Writer: Alun Saunders
Directors: Mared Swain & Jess Williams
Reviewer: Beth Steer
Using drag queens, glitz, and glamour to explore difficult, dark subjects like suicide, isolation, and loneliness, might seem like a difficult concept to make work – but TUCK smashes it out of the park. And it’s like nothing you’ve ever seen before.
Another outstanding piece of theatre from Welsh playwright Alun Saunders, TUCK’s self-professed blend of comedy, sequins, and sorrow is astonishing in what it manages to achieve. Simultaneously showcasing the fun and fabulousness of the drag world, while exposing the range of very real reactions people have to shock and grief, it treads a careful, feather-dusted line between the raucous and the raw – and it works brilliantly.
The writing is exceptional and the delivery is fantastic. It’s a show within a play – and there’s a dual-level of acting, a sort of drag-within-drag – that showcases the talent of the actors cleverly and authentically.
You’ll be swept along with the four fabulous queens on their journey, through the shiny and not-so-shiny, and the overriding message, that what’s going on on the outside is often worlds away from what’s happening within, is poignant and powerful. Iestyn Arwel as Steve, or Martha Titful, is a phenomenal talent, making you splutter with laughter and also get goosebumps at the same time. As young queen Lola Bipolar, Gareth Evans is brilliant, her finale-worthy song an anthem before the show’s even finished. Lewis Brown, as Medusa Massid, pulls some cleverly political dance routines out the bag and, as the drag-mother and all-round icon, Patsy Thatcher, Stifyn Parri is a force to behold: simultaneously intimidating and endearing, someone you’d be equally thrilled and terrified to share a gin and tonic with.
It’s witty, it’s dark, it’s bilingual, and it’s incredibly moving. As part of the Wales Millenium Centre’s programme, Performances for the Curious, it’s a completely unexpected piece of magic, set, of course, in the funky ffresh cabaret lounge. It goes beyond sass and satire and it’ll leave your cheeks aching from laughter, while wet from tears. Don’t miss it.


• _About this exercise_
Only lines holding the word "patterns" are wanted from the records; copy all of them.

• _Records supplied_
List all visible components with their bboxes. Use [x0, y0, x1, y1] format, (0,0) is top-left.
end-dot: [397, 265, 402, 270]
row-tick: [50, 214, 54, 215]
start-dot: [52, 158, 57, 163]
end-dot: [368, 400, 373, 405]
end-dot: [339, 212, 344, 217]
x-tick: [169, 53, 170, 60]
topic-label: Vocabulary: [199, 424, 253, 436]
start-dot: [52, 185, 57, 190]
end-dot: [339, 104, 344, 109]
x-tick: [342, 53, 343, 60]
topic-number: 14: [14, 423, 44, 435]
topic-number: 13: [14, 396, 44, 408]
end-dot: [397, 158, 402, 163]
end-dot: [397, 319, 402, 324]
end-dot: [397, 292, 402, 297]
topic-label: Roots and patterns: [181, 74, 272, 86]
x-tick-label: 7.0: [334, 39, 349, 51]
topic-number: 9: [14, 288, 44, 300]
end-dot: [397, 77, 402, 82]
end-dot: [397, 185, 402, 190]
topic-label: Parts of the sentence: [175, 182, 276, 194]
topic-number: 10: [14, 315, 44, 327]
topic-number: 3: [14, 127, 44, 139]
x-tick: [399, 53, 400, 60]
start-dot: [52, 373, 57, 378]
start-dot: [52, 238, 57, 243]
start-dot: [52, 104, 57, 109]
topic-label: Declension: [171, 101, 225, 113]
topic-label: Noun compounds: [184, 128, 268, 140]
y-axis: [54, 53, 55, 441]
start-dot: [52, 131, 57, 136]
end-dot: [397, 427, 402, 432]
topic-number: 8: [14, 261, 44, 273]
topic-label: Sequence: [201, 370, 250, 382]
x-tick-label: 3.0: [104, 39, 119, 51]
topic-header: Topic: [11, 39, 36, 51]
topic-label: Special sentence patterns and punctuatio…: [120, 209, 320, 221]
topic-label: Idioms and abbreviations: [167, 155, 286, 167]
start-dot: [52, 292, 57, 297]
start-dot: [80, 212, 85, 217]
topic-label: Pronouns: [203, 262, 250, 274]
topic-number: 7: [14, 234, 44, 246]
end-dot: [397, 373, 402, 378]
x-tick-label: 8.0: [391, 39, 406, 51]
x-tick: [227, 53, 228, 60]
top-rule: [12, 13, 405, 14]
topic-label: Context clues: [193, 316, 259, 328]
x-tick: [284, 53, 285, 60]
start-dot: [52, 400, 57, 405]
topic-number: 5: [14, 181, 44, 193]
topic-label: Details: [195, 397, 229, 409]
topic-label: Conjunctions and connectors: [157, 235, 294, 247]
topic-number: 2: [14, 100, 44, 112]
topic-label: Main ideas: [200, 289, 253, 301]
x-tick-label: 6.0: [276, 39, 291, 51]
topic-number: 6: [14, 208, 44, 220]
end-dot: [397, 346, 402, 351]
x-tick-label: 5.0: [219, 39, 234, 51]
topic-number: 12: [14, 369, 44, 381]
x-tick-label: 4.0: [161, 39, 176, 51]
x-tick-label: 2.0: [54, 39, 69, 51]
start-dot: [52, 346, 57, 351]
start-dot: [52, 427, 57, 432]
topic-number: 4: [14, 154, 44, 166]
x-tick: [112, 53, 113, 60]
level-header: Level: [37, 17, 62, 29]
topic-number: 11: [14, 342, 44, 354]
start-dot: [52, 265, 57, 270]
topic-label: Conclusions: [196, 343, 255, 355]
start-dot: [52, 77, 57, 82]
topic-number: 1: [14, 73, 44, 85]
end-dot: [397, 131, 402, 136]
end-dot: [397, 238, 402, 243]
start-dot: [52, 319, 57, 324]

• _Problem solution_
topic-label: Roots and patterns: [181, 74, 272, 86]
topic-label: Special sentence patterns and punctuatio…: [120, 209, 320, 221]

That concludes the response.